§ **REQUIRED WORK**: Pictures excluded, copy word for word the lines from the one holding "has width=532, height=410." through the last line below.

--

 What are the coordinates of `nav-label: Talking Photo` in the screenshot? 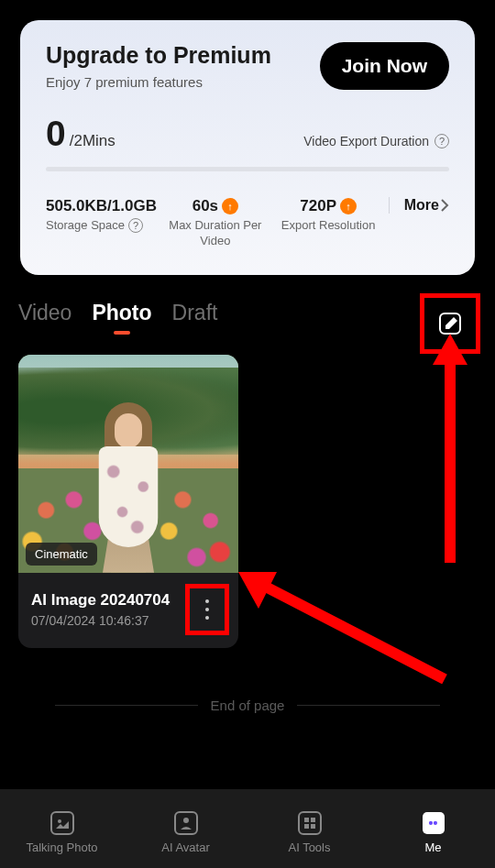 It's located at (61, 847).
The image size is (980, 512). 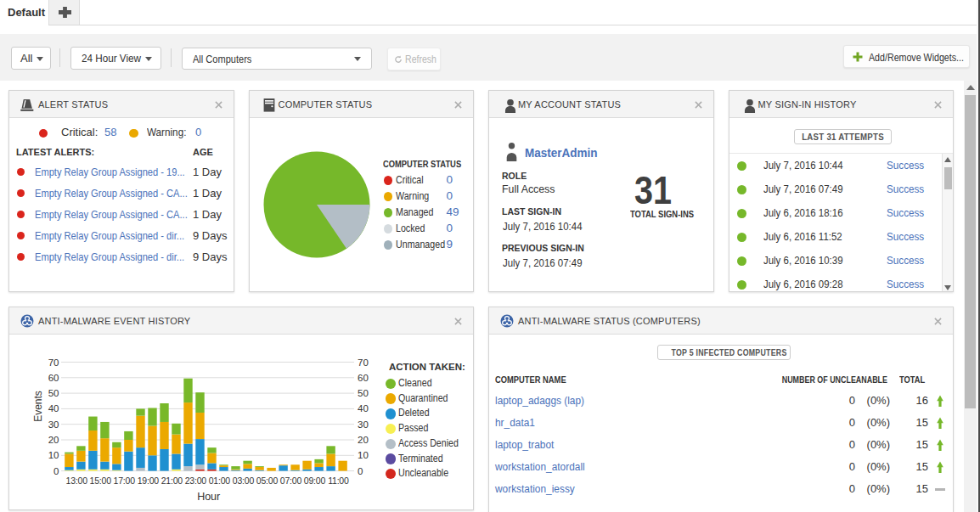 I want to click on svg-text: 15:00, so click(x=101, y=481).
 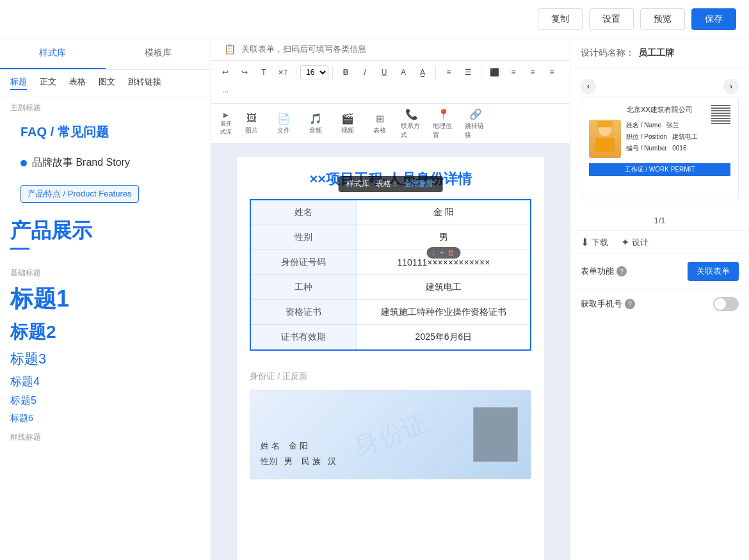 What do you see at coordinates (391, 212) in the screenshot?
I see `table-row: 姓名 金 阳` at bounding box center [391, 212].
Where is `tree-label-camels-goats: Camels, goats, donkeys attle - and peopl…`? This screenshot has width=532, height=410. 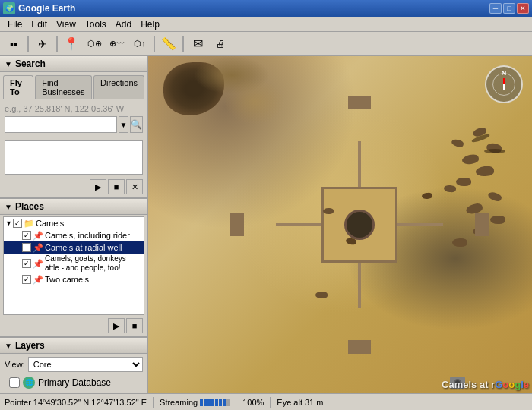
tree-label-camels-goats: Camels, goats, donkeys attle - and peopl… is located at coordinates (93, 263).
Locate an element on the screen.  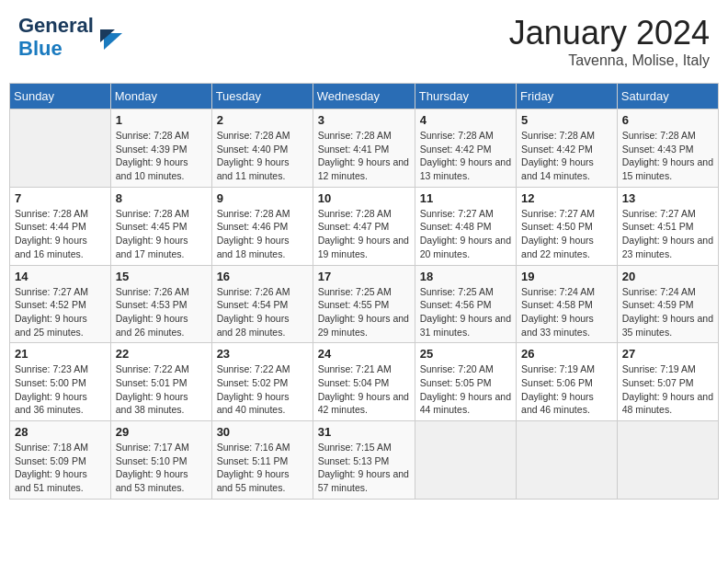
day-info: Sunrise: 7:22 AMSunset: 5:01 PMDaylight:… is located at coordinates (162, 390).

--

§ **RESPONSE TO THE EXERCISE**:
Where is `tree-label-camels-goats: Camels, goats, donkeys attle - and peopl…`? This screenshot has width=532, height=410. 
tree-label-camels-goats: Camels, goats, donkeys attle - and peopl… is located at coordinates (93, 263).
Locate an element on the screen.  
day-info: Sunrise: 7:22 AMSunset: 5:01 PMDaylight:… is located at coordinates (162, 390).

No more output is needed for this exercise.